Posted on 04/18/2007 12:11:38 PM PDT by Between the Lines
John McCain’s presidential campaign has paid more than $30,000 in 2007 to a South Carolina senator and the sons of two other prominent elected officials, all of whom have endorsed the Arizona Republican’s bid for the White House.
Campaign finance reports filed this week with the Federal Election Commission show McCain’s campaign has paid:
• Sen. Mike Fair, R-Greenville, three payments of $7,000 each as a get-out-the-vote consultant
• Bryan Haskins, son of Rep. Gloria Haskins, R-Greenville, more than $6,500, as a youth campaign coordinator
• Stan Spears Jr., son of Adjutant General Stan Spears, more than $5,000 as veterans coordinator
Fair, Gloria Haskins and Stan Spears Sr. all endorsed McCain prior to the financial arrangements, and the endorsements and jobs are not related, McCain’s top political consultant in South Carolina told The State Tuesday.
The news comes after U.S. Sen. Hillary Clinton, D-N.Y., was criticized for paying $10,000 a month to a public relations firm operated by Sen. Darrell Jackson, D-Richland, one of her top supporters in South Carolina.
Efforts to reach Gloria and Bryan Haskins were unsuccessful Tuesday, as were efforts to reach Stan Spears Jr. and Stan Spears Sr.
McCain’s campaign is paying MLF Associates of Greenville $7,000 a month. MLF Associates is Fair’s firm, although it is not registered with the secretary of state’s office as a corporation.
Fair said Tuesday he has not worked for a campaign before but is working to help McCain with fellow social conservatives who have not always supported McCain.
“I was a big Bush supporter eight years ago, which meant you weren’t for Senator McCain at all,” Fair said.
Many social conservatives were distrustful of McCain after the senator made disparaging remarks about evangelicals during the divisive 2000 S.C. presidential primary. But when Rep. Terry Haskins, R-Greenville, died of skin cancer in the summer of 2000, McCain attended the funeral at Bob Jones University in Greenville. Fair and Haskins were close friends, and Haskins was a McCain supporter before resigning over the dust-up with evangelicals.
That McCain showed up for the funeral, “without fanfare,” Fair said, meant a lot to him. In the past year, Fair said, he’s studied McCain’s record and found him to be opposed to abortion, opposed to gay marriage and to be staunchly pro-Israel. It helped convince him to endorse McCain.
Fair’s support has been important, said Richard Quinn, McCain’s S.C. political consultant. Fair endorsed McCain in October but has been paid as a consultant for the past few months.
“We were getting such a positive response from his involvement, were calling on him and calling on him, we asked him to be a consultant,” he said.
Fair e-mailed supporters to let them know he was going to work for the campaign.
Quinn said Stan Spears Sr. endorsed McCain last summer although his son only recently went to work for the campaign.
Quinn said it’s natural for the campaign to have Fair, Bryan Haskins and Stan Spears Jr. on the payroll.
“You hire people you know, who you have experience with,” Quinn said.
Those three are not the only South Carolinians making money off a presidential campaign. In the first three months of 2007, the top six Republican candidates have spent more than $470,000 in South Carolina, and the top six Democratic candidates have spent nearly $250,000.
McCain has also been endorsed by more than a dozen federal, state and local officials, including U.S. Sen. Lindsey Graham and Attorney General Henry McMaster. McCain will hold town hall meetings in Murrells Inlet and Summerville today.
MCCAIN’S S.C. PAYROLL
U.S. Sen. John McCain’s presidential campaign spent more than $195,000 in South Carolina in January, February and March. Some of that went to elected officials or officials’ families.
• Sen. Mike Fair, R-Greenville: $21,000
• Bryan Haskins, son of Rep. Gloria Haskins, R-Greenville: $6,537.24
• Stan Spears Jr., son of Adjutant General Stan Spears Sr.: $5,234.32
SOURCE: Federal Election Commission
So? Can’t hire your friends kids? Or friends of friends kids? How hilarious.
I didn’t necessarily aim the question at YOU....more at the writer of this piece.....although I was wondering what YOU thought.
Well, as Robert Frost said, “Better to die with boughten friendship at your side, than none at all.”
It is “boughten friendship” only as long you keep a buying.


TASK ITEM: Determine the number of lines in the listing below where the string "channel" occurs; answer with the number alone.

========

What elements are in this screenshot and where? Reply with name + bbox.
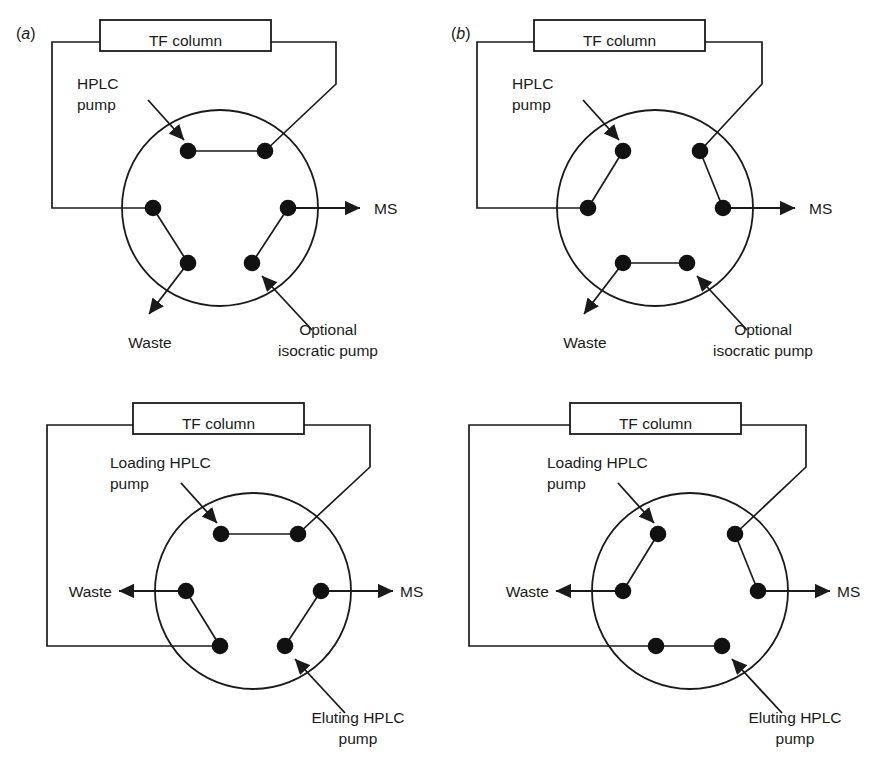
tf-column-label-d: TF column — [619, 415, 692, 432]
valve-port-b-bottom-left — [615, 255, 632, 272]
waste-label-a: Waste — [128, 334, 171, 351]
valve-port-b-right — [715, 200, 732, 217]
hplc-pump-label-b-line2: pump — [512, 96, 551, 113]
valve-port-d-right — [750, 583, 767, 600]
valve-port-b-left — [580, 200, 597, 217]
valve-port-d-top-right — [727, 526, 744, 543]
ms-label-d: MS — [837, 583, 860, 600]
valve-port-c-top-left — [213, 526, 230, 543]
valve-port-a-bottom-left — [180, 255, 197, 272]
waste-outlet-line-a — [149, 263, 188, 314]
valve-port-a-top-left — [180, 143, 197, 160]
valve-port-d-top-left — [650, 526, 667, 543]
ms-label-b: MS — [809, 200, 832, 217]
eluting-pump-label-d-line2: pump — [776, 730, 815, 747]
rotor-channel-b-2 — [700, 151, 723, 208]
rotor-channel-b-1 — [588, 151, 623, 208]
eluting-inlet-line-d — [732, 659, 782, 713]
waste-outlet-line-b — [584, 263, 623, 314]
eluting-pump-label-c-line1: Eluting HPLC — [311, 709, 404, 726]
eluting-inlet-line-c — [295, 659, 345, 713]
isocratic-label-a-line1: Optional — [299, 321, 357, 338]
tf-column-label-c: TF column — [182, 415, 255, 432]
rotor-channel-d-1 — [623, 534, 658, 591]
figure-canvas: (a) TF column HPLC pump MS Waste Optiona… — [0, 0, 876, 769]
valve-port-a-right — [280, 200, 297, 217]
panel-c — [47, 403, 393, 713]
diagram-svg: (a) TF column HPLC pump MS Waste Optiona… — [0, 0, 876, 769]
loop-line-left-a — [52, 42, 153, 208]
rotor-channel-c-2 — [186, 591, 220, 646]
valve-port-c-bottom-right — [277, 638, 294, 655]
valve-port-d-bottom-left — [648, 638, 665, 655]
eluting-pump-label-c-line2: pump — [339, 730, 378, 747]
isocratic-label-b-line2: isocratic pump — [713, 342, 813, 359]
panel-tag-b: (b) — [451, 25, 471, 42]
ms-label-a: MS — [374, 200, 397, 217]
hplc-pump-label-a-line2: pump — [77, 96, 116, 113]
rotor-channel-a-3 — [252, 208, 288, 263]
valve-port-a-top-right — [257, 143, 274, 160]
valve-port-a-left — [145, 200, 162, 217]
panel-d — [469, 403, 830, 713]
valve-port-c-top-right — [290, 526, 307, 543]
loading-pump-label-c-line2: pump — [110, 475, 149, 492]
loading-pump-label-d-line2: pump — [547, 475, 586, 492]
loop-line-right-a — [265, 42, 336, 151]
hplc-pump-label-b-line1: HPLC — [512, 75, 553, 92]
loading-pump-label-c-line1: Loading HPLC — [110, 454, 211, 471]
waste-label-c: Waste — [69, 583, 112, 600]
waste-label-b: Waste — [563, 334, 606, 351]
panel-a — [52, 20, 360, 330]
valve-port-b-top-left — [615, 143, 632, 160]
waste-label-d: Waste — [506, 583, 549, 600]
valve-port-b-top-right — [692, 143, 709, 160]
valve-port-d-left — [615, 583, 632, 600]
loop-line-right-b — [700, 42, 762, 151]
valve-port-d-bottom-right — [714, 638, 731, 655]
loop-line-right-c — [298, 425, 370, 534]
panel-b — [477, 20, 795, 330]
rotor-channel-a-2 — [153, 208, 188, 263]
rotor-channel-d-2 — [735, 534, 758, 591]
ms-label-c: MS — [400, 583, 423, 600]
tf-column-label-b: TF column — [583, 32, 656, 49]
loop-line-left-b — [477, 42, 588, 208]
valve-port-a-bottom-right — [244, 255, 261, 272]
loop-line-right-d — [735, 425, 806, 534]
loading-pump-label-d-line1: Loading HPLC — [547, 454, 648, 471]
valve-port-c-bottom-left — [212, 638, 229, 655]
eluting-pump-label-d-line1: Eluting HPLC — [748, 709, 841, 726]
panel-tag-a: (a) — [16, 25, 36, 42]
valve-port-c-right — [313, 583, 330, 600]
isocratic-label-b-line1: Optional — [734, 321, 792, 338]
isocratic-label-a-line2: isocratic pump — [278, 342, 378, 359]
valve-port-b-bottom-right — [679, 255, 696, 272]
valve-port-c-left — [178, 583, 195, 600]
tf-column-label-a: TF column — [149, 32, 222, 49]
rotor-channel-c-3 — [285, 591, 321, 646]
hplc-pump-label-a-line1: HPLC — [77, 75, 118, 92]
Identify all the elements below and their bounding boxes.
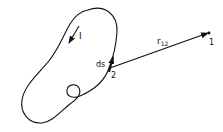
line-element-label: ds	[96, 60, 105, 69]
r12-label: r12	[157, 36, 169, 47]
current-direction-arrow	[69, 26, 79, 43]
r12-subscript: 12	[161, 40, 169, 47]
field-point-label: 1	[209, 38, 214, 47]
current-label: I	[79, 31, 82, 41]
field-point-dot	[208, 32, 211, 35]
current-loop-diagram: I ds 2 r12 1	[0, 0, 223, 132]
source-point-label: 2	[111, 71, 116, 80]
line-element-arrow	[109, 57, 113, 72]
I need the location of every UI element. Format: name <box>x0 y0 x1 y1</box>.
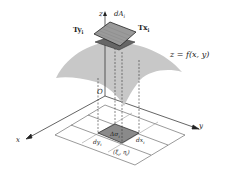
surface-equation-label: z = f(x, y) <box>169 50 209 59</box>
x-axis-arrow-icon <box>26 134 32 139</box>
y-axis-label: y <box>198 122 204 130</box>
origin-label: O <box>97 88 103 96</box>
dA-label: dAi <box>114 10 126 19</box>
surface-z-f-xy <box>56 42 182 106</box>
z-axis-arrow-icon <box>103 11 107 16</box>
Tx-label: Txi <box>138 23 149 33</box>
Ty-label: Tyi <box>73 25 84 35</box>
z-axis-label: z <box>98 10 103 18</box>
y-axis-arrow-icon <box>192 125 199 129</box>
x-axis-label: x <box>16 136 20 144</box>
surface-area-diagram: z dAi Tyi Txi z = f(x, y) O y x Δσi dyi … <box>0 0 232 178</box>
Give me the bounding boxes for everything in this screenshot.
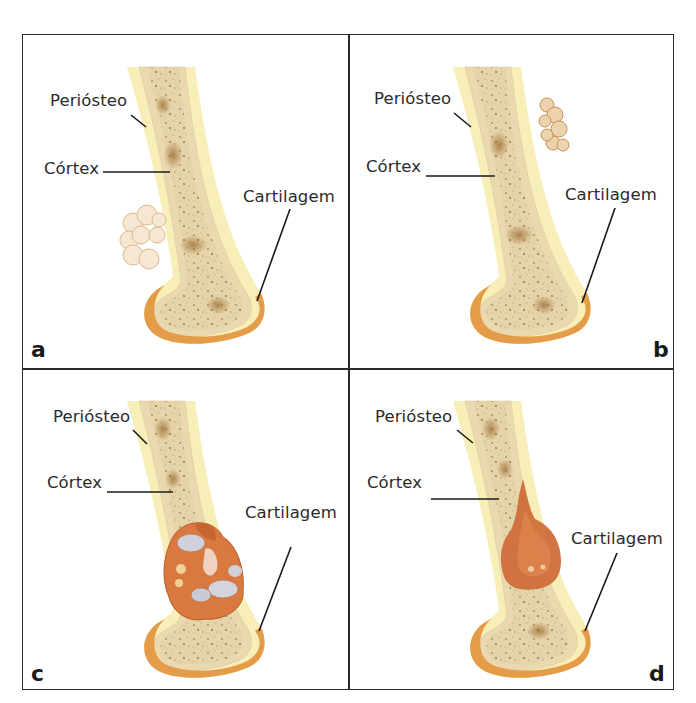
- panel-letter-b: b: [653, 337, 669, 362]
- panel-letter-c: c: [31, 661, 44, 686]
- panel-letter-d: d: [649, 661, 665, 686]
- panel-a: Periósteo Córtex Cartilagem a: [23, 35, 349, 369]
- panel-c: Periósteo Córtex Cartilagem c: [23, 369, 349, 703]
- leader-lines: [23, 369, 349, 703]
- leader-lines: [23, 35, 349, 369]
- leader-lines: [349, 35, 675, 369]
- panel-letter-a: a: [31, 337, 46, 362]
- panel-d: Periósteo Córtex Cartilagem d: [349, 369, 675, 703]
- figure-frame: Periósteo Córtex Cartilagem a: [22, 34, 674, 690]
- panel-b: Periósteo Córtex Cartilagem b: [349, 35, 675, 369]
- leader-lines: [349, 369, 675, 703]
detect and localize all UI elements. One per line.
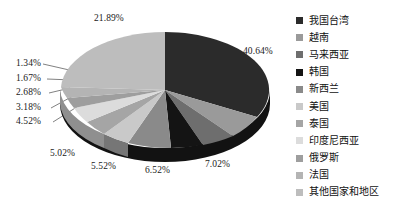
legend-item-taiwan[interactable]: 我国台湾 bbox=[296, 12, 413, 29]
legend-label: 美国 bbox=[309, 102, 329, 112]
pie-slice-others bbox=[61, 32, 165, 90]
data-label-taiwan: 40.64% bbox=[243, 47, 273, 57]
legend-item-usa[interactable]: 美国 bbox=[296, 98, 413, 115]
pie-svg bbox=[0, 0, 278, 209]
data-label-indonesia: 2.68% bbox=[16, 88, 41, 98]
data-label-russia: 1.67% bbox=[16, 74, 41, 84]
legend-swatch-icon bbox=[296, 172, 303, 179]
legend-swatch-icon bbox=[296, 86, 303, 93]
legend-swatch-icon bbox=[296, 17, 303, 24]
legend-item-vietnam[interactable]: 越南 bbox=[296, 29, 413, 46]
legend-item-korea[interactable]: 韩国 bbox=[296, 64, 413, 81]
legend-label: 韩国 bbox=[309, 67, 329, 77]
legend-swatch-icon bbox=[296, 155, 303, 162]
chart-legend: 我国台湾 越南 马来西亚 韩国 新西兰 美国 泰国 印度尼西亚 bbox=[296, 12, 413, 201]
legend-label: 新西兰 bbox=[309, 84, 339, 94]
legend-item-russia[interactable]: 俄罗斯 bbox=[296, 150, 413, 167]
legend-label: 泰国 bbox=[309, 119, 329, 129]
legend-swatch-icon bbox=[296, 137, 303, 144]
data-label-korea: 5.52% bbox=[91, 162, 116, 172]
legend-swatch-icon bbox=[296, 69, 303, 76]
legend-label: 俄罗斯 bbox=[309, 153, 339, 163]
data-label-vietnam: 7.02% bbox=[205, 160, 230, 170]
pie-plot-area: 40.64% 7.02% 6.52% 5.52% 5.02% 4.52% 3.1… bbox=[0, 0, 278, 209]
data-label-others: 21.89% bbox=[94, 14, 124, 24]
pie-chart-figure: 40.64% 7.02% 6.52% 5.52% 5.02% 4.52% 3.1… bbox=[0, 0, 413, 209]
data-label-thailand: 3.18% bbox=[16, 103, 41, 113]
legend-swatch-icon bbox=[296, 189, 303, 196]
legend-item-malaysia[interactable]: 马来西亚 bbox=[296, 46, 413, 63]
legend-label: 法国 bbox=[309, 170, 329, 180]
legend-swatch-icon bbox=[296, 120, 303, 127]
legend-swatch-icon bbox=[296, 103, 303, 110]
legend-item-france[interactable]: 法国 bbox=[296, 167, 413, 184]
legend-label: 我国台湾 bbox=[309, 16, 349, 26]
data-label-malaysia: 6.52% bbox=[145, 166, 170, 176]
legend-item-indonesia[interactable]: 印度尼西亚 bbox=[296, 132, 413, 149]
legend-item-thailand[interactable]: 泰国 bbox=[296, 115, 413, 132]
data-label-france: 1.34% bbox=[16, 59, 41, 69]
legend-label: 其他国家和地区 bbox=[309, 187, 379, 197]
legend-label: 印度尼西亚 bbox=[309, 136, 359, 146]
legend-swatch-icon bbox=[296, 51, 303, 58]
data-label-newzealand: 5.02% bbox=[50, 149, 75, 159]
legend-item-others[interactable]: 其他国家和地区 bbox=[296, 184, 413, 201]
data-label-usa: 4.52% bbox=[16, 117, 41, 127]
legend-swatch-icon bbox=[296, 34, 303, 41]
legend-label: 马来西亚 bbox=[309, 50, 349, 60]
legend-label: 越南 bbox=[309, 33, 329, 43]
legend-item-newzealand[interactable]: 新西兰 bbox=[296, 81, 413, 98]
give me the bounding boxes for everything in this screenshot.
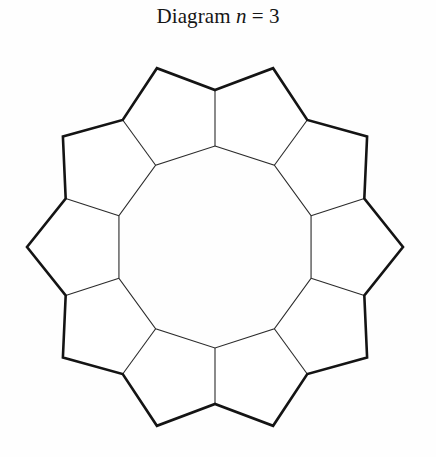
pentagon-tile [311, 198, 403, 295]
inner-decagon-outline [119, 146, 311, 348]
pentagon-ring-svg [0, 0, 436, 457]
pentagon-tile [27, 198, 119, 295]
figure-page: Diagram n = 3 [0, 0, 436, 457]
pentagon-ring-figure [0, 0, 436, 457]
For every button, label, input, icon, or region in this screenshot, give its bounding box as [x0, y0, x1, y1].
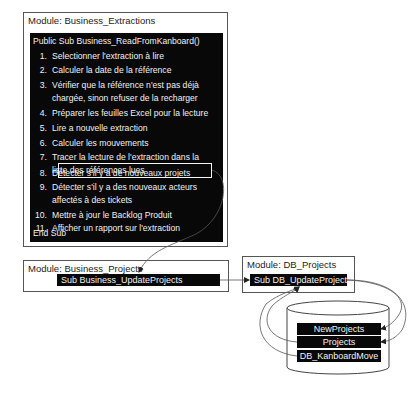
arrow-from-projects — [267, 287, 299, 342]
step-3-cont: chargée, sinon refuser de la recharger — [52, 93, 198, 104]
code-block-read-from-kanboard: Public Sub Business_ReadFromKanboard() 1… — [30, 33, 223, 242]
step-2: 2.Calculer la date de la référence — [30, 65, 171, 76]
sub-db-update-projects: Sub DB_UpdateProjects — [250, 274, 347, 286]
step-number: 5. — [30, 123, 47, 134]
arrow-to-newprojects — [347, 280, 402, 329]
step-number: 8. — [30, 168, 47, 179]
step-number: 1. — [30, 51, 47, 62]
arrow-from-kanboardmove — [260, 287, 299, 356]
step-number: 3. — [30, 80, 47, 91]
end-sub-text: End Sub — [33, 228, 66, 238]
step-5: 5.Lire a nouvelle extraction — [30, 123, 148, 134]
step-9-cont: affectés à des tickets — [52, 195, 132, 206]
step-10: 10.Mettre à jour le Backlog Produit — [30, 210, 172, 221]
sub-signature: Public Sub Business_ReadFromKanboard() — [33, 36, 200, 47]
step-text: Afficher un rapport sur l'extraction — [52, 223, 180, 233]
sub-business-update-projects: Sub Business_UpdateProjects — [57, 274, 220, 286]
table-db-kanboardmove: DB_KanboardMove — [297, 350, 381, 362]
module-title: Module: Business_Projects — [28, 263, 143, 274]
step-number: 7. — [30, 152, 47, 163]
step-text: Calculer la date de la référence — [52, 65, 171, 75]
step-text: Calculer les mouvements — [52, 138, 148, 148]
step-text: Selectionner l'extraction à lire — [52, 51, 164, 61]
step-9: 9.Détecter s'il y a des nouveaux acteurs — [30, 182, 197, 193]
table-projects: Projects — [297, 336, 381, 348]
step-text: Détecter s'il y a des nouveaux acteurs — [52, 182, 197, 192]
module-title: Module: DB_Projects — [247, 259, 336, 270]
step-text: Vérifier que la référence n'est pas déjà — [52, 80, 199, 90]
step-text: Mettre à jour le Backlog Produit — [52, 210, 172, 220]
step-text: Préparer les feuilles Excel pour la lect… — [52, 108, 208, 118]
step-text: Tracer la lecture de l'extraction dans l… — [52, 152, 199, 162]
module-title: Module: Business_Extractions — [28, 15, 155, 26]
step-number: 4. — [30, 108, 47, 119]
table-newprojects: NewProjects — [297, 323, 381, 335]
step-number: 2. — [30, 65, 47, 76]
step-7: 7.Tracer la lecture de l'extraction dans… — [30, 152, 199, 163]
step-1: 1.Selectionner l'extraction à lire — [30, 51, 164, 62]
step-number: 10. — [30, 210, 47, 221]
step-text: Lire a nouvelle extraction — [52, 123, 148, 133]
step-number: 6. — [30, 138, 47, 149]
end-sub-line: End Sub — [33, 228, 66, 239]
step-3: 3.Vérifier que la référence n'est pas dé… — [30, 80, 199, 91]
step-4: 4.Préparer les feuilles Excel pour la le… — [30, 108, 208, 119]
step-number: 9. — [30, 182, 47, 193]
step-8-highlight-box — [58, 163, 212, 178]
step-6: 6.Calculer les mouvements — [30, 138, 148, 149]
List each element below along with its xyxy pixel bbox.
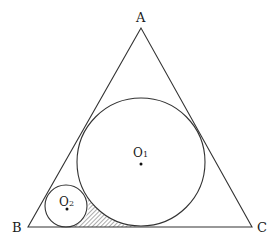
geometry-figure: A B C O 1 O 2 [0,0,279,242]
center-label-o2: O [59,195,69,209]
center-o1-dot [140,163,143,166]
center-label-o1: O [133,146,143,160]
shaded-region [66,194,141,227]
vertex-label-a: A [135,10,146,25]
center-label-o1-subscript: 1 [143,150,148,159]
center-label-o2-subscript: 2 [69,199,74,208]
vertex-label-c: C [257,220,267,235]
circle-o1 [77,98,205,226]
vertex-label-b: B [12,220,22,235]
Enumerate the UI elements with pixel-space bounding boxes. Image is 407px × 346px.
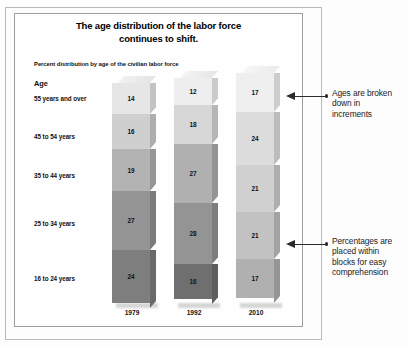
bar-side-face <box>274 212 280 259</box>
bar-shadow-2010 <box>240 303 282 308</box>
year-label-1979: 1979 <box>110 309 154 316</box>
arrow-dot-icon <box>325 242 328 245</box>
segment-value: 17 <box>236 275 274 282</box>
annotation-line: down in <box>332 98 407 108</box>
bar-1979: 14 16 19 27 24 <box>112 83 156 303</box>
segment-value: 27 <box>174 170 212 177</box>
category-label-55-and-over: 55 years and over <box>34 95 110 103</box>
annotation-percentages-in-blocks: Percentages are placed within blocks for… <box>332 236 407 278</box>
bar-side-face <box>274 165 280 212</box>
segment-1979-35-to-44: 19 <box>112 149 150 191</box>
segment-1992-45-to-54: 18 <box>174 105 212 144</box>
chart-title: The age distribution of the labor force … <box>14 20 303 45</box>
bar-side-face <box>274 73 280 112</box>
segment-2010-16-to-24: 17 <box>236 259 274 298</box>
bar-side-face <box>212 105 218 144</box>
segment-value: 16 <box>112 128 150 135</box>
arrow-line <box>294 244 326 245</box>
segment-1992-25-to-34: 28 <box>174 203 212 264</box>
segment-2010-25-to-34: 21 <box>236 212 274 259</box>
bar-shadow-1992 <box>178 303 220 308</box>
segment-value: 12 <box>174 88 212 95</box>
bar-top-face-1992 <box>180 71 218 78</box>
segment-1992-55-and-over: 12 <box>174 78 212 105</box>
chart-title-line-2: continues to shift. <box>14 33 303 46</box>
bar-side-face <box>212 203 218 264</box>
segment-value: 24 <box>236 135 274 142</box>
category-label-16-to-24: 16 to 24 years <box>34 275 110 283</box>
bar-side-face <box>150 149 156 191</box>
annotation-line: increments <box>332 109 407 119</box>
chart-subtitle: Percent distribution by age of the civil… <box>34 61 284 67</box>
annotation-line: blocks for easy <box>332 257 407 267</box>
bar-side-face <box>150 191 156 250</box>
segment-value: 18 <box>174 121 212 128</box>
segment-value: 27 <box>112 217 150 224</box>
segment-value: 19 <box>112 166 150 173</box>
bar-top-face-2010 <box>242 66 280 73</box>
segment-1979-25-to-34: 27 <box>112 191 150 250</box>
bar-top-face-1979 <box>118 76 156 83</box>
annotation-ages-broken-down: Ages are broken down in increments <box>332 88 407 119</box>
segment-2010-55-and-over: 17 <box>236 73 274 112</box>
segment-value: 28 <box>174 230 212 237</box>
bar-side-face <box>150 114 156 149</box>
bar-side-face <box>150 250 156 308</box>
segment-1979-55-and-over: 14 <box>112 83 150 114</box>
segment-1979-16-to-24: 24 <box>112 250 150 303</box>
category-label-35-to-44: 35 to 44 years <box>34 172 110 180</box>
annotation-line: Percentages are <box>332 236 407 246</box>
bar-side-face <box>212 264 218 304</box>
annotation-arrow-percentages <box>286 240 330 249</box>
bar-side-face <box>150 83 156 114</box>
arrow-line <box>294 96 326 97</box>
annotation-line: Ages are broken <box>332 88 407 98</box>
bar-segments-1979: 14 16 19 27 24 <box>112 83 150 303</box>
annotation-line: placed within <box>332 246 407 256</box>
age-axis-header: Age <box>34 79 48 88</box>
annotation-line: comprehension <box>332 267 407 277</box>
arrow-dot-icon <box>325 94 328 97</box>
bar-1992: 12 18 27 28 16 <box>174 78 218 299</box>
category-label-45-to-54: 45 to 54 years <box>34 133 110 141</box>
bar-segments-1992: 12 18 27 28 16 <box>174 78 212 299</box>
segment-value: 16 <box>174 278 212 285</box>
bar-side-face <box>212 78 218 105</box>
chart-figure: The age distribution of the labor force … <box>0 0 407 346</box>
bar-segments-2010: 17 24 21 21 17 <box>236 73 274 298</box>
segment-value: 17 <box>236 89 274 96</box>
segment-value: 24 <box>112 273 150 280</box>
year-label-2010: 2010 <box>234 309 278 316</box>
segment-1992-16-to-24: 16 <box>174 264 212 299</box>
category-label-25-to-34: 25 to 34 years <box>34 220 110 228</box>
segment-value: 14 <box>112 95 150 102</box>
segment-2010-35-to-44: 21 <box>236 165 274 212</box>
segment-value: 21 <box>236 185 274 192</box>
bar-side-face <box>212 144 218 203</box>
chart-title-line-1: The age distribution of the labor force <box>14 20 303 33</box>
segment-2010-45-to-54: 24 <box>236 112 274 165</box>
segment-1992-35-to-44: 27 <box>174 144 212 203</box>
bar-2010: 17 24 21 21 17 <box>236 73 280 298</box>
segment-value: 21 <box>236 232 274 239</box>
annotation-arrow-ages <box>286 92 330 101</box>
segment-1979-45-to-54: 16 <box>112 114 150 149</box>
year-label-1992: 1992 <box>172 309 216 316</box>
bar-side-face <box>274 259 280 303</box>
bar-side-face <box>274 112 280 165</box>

========

EXERCISE RESPONSE: 8